Deputy Roya Torres (PLRA-Alto Paraná), presented a bill “That promotes Nutritional Food Education (EAN)”, with the intention of introducing this subject into the national educational system and, in this way, achieve a healthy school environment. .
In essence, it proposes to incorporate food and nutritional education content into the school curriculum, starting from initial and basic education and continuing in secondary education or its equivalent.
“School canteens must take care of the nutritional aspects of the child population served, placing special emphasis on correcting micronutrient deficiencies or excess energy and attending to the particularities of the regional food culture,” says part of the explanatory statement.
Deputy Torres bases her project on a 2019 study by the National Institute of Food and Nutrition (INAN), which detected 1.6% malnutrition in the school population aged 5 to 19, both in public and private schools.
However, what is most worrying is the detection of excess weight in the aforementioned population, detecting 34.6% of overweight and obesity, in the same age group mentioned.
“School canteens must offer products of high nutritional value such as: fruits, yogurts, cereals or others recommended by nutrition professionals.
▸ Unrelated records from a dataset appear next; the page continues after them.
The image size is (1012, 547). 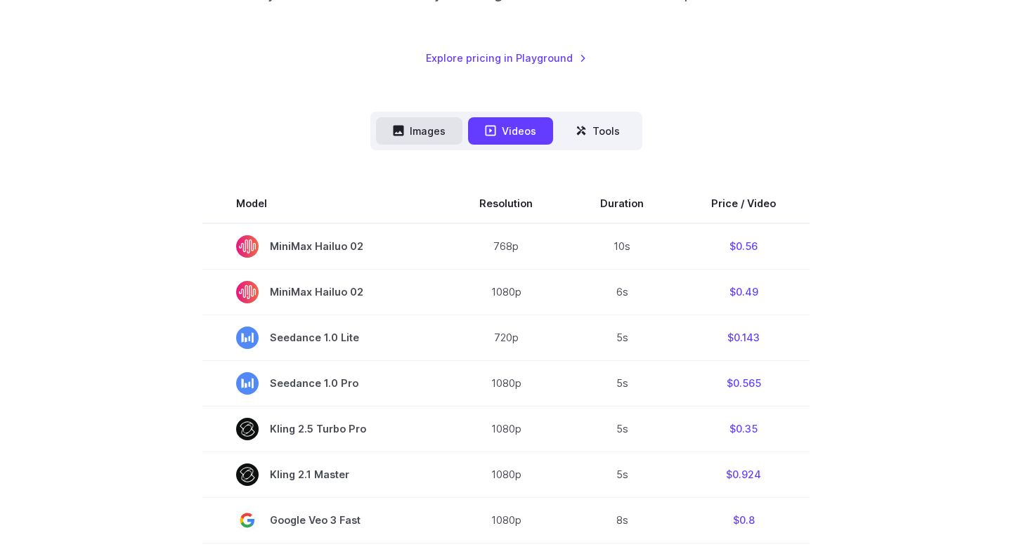 What do you see at coordinates (622, 292) in the screenshot?
I see `td: 6s` at bounding box center [622, 292].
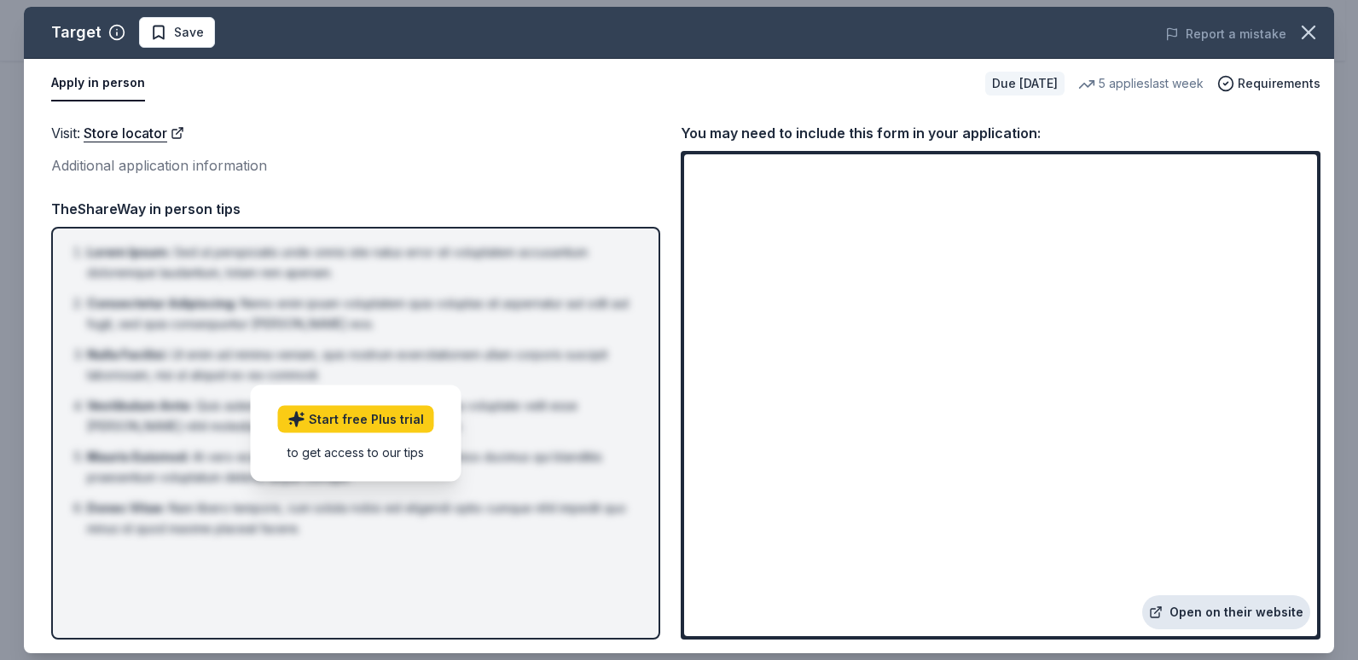 The width and height of the screenshot is (1358, 660). What do you see at coordinates (356, 452) in the screenshot?
I see `div: to get access to our tips` at bounding box center [356, 452].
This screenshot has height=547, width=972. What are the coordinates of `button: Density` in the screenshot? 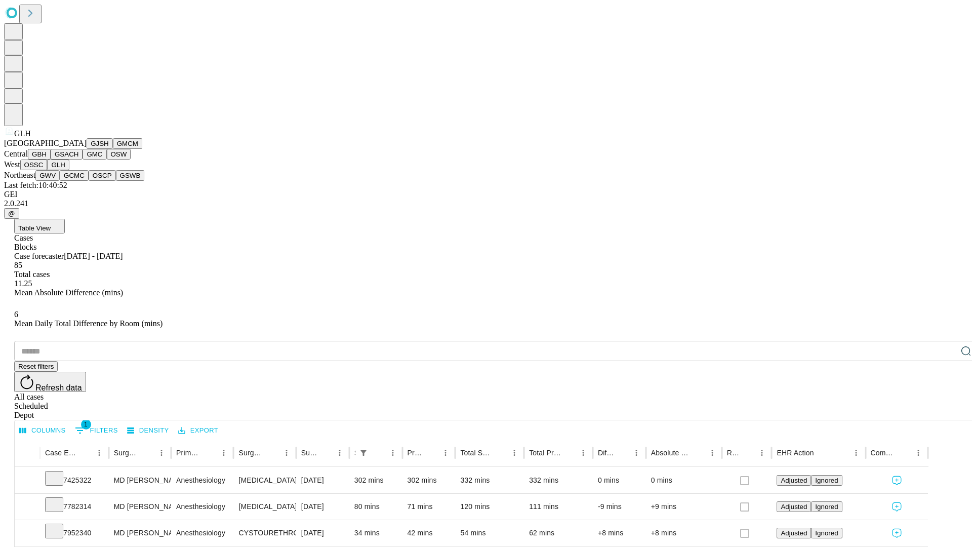 It's located at (148, 431).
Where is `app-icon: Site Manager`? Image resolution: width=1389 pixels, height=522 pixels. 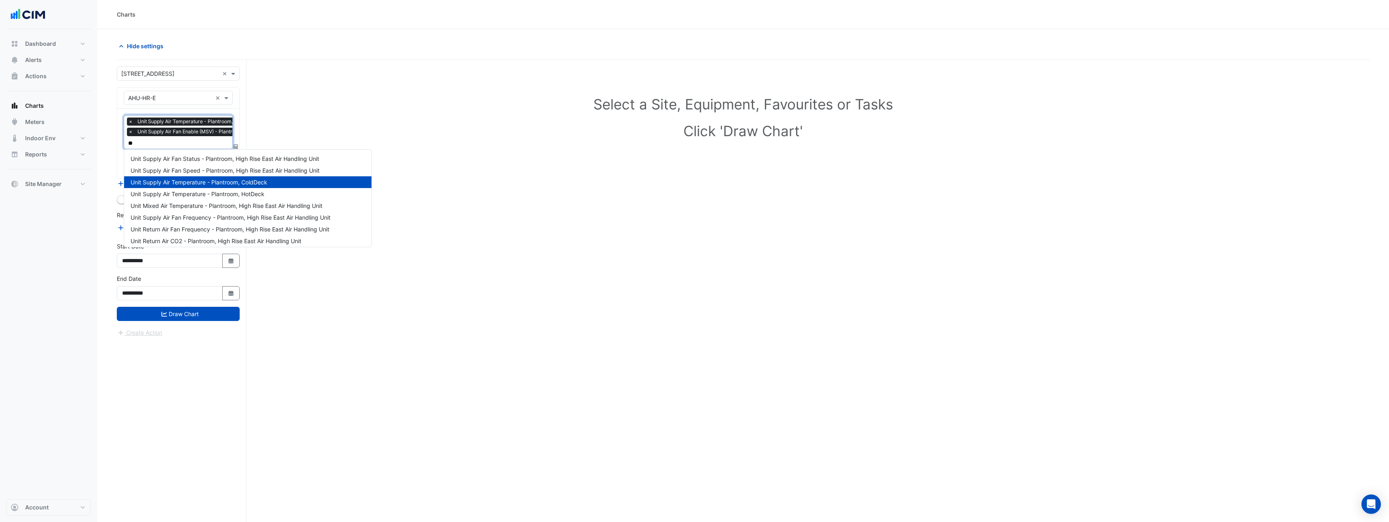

They must be properly displayed, providing the opportunity to choose and apply the knowledge acquired by the school population”, states one of the articles.
He adds that in schools that have orchards and/or farms, a comprehensive approach will be promoted with topics developed in the EAN, such as the production, selection, handling and biological use of food.
The explanatory statement explains that in Paraguay, currently, school nutritional status represents a public health problem.
“It is important to establish the implementation of educational-nutritional interventions, focused on improving the quality of eating habits, as a possible strategy for disease prevention.”
The project also aims to promote regional economies, taking into account that it guides healthy actions and choices, promoting diversity in regional products (farm, community gardens, national industry), strengthening, in addition to healthy eating habits, departmental economies.
The project had an official entry and was referred, for study, to the Economic and Financial Affairs Commission; Legislation and Codification; Education, Culture and Worship; Industry, Commerce, Tourism and Cooperativism; Public health; Municipal and Departmental Affairs; Budget; Social Equity and Gender; and to Youth and Development.